Looking around with anger
Mark 3
"He looked round at them in anger ..." (v.5)
Did Jesus ever lose His temper? Some, looking at the passage before us today, might think so. In fact, I once heard a Christian defending his temper by saying: "If Jesus could not control His temper when faced with the scorn of the Pharisees in Mark 3, why should I be condemned for my inability to control mine?"Did the behavior of Jesus on this occasion result from a loss of temper?
Of course not. One luminous phrase lights up the story and puts the matter in its proper perspective: "being grieved by the hardness of their hearts" (v.5, NKJV). The reason why Jesus "looked around at them with anger" was because He was "grieved by the hardness of their hearts." The cause of His anger was grief, not loss of temper -- grief at their insensibility to human need. It was grief at what was happening to someone else, not personal pique at what was happening to Him.
Whenever we get angry, it is usually because our ego has been wounded and hits back, not in redemption but in retaliation. There is a temper that is redemptive and there is a temper that is retaliatory. The redemptive temper burns with the steady fire of redemptive intention; the retaliatory temper simply burns you up. It was intended to burn the other person up, but all it serves to do is to burn you. Patience, the fruit of the Spirit, works in us -- if we let it -- to temper our purposes to the Kingdom, and to Kingdom purposes alone.
Prayer:
My Father and my God, dwell so deeply in me by Your Spirit that my temper shall be tempered and produce no tempests -- either in myself or in others. For Jesus' sake I ask it. Amen.
Mark 3
"He looked round at them in anger ..." (v.5)
Did Jesus ever lose His temper? Some, looking at the passage before us today, might think so. In fact, I once heard a Christian defending his temper by saying: "If Jesus could not control His temper when faced with the scorn of the Pharisees in Mark 3, why should I be condemned for my inability to control mine?"Did the behavior of Jesus on this occasion result from a loss of temper?
Of course not. One luminous phrase lights up the story and puts the matter in its proper perspective: "being grieved by the hardness of their hearts" (v.5, NKJV). The reason why Jesus "looked around at them with anger" was because He was "grieved by the hardness of their hearts." The cause of His anger was grief, not loss of temper -- grief at their insensibility to human need. It was grief at what was happening to someone else, not personal pique at what was happening to Him.
Whenever we get angry, it is usually because our ego has been wounded and hits back, not in redemption but in retaliation. There is a temper that is redemptive and there is a temper that is retaliatory. The redemptive temper burns with the steady fire of redemptive intention; the retaliatory temper simply burns you up. It was intended to burn the other person up, but all it serves to do is to burn you. Patience, the fruit of the Spirit, works in us -- if we let it -- to temper our purposes to the Kingdom, and to Kingdom purposes alone.
Prayer:
My Father and my God, dwell so deeply in me by Your Spirit that my temper shall be tempered and produce no tempests -- either in myself or in others. For Jesus' sake I ask it. Amen.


▸ Task objective
A single figure is required: the number of lines below in which the word "button" occurs.
/---
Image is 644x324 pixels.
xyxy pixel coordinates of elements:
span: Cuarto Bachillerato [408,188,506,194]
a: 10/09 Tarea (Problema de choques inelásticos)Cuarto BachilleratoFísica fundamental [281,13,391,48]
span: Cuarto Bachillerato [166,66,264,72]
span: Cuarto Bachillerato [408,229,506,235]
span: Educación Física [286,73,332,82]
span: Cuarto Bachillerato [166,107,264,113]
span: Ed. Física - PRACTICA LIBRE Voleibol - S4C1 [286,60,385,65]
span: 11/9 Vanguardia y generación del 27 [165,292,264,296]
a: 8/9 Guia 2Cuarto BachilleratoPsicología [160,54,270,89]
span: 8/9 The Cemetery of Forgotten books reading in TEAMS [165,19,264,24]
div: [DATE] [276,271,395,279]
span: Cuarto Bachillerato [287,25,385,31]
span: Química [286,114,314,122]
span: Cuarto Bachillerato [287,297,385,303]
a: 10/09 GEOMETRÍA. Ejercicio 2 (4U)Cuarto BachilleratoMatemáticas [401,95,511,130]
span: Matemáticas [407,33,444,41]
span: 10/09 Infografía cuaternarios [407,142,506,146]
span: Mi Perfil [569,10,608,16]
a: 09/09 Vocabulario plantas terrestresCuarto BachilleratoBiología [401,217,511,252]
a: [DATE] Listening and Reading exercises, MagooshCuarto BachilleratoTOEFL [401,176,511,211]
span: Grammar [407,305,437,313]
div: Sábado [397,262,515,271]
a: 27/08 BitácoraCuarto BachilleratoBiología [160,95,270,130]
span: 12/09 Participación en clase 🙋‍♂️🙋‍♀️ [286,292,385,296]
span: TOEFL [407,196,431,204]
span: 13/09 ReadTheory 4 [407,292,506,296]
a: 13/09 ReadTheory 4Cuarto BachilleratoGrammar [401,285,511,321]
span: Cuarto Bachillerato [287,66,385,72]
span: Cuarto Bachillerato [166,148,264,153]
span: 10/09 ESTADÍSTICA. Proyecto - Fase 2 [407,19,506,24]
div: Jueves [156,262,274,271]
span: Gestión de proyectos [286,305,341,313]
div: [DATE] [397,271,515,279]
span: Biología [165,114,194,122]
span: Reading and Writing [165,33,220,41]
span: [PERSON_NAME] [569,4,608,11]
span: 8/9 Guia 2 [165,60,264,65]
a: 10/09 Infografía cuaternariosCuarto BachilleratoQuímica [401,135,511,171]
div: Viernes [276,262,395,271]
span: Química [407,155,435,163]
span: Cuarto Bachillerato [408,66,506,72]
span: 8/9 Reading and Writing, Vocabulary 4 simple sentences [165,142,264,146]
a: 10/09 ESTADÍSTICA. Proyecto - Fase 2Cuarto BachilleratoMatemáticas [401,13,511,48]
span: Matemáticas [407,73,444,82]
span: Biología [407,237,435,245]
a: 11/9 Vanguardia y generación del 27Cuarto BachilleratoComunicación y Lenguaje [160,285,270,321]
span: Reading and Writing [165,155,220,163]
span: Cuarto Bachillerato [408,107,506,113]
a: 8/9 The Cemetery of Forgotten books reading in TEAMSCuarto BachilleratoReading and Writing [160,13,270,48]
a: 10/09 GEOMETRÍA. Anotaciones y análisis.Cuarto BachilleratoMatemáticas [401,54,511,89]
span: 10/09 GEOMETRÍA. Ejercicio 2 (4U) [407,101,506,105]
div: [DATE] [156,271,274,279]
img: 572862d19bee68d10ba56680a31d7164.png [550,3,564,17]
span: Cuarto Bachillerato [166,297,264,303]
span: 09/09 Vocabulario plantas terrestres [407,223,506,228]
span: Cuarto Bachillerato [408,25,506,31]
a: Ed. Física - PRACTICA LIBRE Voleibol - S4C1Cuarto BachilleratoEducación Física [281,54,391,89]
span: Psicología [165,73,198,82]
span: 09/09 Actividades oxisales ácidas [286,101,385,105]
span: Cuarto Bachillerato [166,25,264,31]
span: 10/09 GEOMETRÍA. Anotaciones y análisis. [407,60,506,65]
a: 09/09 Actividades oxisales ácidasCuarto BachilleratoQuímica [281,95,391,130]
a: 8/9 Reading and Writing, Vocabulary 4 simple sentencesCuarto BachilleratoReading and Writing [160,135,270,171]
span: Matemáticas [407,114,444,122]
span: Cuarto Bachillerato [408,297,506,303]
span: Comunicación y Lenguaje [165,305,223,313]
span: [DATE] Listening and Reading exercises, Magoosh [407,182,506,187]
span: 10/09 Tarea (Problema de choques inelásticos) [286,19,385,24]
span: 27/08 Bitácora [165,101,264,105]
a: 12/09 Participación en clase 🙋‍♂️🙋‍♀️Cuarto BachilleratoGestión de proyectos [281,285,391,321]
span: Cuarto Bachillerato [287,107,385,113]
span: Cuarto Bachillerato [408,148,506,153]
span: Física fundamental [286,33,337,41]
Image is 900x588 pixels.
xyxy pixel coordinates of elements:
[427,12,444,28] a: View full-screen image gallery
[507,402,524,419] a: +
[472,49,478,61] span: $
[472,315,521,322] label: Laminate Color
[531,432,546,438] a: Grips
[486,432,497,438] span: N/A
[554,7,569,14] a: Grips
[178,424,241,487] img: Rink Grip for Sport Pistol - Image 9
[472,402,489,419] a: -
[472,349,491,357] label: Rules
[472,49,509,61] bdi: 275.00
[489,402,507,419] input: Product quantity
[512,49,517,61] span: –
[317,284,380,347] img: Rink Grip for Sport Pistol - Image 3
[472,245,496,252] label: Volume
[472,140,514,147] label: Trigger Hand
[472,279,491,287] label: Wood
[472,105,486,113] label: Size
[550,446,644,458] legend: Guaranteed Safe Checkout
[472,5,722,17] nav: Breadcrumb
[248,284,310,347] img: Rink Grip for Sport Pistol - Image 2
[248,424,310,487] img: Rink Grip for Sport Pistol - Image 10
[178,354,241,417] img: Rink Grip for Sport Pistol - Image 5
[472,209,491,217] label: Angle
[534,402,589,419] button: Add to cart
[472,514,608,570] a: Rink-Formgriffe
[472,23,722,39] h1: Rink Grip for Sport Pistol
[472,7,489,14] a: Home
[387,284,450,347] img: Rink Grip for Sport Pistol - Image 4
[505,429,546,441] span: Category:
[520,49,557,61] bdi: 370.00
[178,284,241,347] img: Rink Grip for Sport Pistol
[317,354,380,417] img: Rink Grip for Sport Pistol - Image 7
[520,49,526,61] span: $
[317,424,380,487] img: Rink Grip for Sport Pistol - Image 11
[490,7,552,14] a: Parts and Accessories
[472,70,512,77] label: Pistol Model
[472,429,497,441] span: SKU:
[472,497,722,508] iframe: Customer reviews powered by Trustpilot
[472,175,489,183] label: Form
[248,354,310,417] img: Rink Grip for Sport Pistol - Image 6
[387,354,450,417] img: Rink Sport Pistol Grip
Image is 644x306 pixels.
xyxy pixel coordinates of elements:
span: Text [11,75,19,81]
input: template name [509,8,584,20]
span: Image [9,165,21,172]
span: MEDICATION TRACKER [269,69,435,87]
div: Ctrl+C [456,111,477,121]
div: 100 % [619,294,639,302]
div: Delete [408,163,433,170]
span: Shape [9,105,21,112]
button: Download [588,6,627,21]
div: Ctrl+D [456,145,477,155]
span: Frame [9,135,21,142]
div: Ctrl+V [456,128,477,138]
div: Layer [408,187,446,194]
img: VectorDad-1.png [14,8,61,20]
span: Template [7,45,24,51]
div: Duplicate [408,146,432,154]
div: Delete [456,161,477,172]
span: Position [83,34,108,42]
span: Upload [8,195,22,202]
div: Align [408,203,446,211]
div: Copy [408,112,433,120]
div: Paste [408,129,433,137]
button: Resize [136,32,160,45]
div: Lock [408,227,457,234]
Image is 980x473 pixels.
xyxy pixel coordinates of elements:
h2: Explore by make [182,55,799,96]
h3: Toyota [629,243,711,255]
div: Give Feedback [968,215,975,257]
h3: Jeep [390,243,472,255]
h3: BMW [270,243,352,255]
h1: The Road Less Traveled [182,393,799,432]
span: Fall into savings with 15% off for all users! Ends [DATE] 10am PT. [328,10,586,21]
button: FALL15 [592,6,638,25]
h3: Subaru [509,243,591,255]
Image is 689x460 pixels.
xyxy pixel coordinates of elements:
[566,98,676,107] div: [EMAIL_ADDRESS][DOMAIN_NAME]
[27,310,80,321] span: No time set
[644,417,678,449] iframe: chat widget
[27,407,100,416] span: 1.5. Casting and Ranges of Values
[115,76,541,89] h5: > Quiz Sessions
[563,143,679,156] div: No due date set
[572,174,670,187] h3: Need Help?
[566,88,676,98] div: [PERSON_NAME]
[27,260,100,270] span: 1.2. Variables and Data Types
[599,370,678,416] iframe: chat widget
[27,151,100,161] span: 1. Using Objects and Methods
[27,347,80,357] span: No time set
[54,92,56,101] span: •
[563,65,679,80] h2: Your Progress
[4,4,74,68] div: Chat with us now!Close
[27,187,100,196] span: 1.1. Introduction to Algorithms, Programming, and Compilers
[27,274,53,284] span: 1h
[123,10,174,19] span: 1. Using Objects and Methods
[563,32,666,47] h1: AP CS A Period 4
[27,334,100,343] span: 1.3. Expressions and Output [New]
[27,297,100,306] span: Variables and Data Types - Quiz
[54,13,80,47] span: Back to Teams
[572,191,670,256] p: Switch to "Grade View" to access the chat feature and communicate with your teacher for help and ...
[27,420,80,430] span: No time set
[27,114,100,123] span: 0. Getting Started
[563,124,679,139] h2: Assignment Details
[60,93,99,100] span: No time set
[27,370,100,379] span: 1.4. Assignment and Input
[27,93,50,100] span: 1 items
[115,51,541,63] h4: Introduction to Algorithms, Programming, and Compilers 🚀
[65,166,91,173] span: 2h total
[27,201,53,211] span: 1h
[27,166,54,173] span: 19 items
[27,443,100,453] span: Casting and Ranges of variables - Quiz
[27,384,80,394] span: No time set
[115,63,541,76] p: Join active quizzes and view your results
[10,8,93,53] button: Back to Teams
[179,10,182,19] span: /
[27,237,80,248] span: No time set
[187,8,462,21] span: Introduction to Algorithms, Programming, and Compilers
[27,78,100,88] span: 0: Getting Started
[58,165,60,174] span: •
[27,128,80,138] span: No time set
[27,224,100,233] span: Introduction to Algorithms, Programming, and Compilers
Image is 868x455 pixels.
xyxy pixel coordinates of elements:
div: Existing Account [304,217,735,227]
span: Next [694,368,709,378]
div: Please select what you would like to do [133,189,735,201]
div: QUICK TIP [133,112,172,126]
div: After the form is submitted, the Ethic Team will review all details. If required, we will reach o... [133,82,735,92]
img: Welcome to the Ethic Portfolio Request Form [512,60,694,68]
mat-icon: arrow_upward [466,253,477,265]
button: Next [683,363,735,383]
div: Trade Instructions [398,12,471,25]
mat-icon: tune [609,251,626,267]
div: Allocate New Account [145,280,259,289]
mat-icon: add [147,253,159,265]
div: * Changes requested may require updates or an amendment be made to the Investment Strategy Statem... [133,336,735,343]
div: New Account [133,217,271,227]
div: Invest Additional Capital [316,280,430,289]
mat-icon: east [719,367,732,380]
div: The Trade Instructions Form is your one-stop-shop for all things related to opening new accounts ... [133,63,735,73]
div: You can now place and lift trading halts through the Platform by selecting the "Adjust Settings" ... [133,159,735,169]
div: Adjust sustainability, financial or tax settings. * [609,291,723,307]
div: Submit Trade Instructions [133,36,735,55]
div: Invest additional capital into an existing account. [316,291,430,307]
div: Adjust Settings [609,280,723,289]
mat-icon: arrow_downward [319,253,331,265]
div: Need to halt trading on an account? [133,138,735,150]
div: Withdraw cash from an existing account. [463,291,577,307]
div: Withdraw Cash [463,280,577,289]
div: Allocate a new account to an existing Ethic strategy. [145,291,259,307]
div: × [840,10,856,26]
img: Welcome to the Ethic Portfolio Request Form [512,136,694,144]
\---
▸ Exercise response
6